Julius had just been at poor Mrs. Fuller’s, trying to help her to put her complicated affairs in order, so as to be ready for a move as soon as one daughter, who had the fever slightly, could be taken away, and he was driving home again, when he overtook Mrs. Duncombe and offered her a lift, for her step was weary.  She was indeed altered, pale, with cheek-bones showing, and all the lustre and sparkle gone out of her, while her hat was as rigidly dowdy as Miss Slater’s.

She roused herself to ask feebly after the remaining patients.

“Cecil is really getting better at last,” he said.  “Her father wants to take her to Portishead next week.”

“And young Bowater?”

“No change.  His strength seems to be going.”

“I wouldn’t pity him,” sighed Bessie Duncombe; “he has only seen the best end of life, and has laid it down for something worth!  I’m sure he and your brother are the enviable ones.”

“Nay, Mrs. Duncombe, you have much to work for and love in this life.”

“And I must go away from everything just as I had learnt to value it.  Bob has taken a house at Monaco, and writes to me to bring the children to join him there!”

“At Monaco?”

“At Monaco!  Yes, and I know that it is all my own fault.  I might have done anything with him if I had known how.  But what could you expect?  I never saw my mother; I never knew a home; I was bred up at a French school, where if one was not a Roman Catholic there was not a shred of religion going.  I married after my first ball.  Nobody taught me anything; but I could not help having brains, so I read and caught the tone of the day, and made my own line, while he went on his.”

“And now there is a greater work for you to do, since you have learnt to do it.”

“Ah! learnt too late.  When habits are confirmed, and home station forfeited—What is there left for him or my poor boys to do?”

“A colony perhaps—”

“Damaged goods,” she said, smiling sadly.

“Then are you going?”

“As soon as I have seen this fever out, and can dispose of the things here.  I have just been to Moy’s office to see about getting rid of the lease.”

“Is Mr. Moy come home?”

“Yes.  Have you not heard?”

“What?—Not the fever?”

“No.  Worse I should say.  Gussie has gone off and got married to Harry Simmonds.”

“The man at the training stables?”

“Yes.  They put up their banns at the Union at Brighton, and were married by the Registrar, then went off to Paris.  They say it will kill her mother.  The man is a scoundrel, who played Bob false, and won largely by that mare.  And the girl has had the cheek to write to me,” said Mrs. Duncombe, warming into her old phraseology—“to me!—to thank me for opportunities of meeting, and to tell me she has followed up the teaching of last year.”

“What—the rights of women?”

“Ay.  This is a civil marriage—not mocking her with antiquated servile vows,” she says.  “Ah, well, it was my doing, I suppose.  Clio Tallboys held forth in private, I believe, to poor Gussie, on theories that were mere talk in her, but which this poor girl has taken in earnest.”
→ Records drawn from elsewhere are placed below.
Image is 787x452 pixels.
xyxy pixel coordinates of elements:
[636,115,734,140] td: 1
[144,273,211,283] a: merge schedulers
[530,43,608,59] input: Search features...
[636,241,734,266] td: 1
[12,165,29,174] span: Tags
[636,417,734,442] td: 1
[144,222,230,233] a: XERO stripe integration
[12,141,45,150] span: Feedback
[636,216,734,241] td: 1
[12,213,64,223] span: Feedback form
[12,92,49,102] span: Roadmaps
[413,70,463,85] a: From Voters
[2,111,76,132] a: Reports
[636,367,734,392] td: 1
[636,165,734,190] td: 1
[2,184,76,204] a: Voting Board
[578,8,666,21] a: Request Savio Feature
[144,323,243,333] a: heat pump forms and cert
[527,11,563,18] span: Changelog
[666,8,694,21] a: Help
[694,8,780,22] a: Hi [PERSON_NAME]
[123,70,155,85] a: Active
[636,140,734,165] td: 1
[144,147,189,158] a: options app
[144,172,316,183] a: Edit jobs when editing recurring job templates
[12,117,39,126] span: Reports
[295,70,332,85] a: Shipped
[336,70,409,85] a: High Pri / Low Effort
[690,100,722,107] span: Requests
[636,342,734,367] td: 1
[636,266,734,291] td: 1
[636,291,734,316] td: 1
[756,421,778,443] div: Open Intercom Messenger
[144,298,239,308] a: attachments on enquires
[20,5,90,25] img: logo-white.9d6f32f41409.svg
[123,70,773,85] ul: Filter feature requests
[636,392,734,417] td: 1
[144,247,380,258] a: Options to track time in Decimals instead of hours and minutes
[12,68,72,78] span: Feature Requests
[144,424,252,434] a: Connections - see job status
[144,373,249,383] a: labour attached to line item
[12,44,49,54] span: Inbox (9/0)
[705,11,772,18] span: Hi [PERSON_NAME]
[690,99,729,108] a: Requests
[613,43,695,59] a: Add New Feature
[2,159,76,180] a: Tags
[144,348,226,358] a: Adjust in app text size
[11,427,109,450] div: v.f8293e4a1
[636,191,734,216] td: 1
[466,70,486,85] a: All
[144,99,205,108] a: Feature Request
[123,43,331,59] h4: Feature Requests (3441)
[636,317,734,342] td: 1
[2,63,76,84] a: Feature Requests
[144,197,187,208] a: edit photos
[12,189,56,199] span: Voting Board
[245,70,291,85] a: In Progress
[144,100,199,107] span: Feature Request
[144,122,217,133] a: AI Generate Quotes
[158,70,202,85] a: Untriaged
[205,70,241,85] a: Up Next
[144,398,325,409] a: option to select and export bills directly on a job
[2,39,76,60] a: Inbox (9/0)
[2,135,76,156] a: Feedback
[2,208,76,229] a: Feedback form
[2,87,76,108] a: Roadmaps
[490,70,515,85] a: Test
“Very sad earnest she may find it, I fear.  Can I do anything for you?” as they reached the gate of Aucuba Villa.

“No, thank you, unless to get the house off my hands.”

“You are alone.  Will you not come and spend the evening with us?”

“That is very kind, but I have too much to do, and besides, Sister Margaret is coming to spend the night with me.”

“I am glad to hear it.”

“Yes, Mr. Charnock, I trust I have learnt something in this spell of work.  I’ve not been for nothing in such scenes with those Sisters and young Bowater.  I’m more ignorant than half the poor things that I’ve heard talk of their faith and hope; but I see it is not the decorous humbug it once looked like.  And now that I would have learnt, here I go to Monaco.”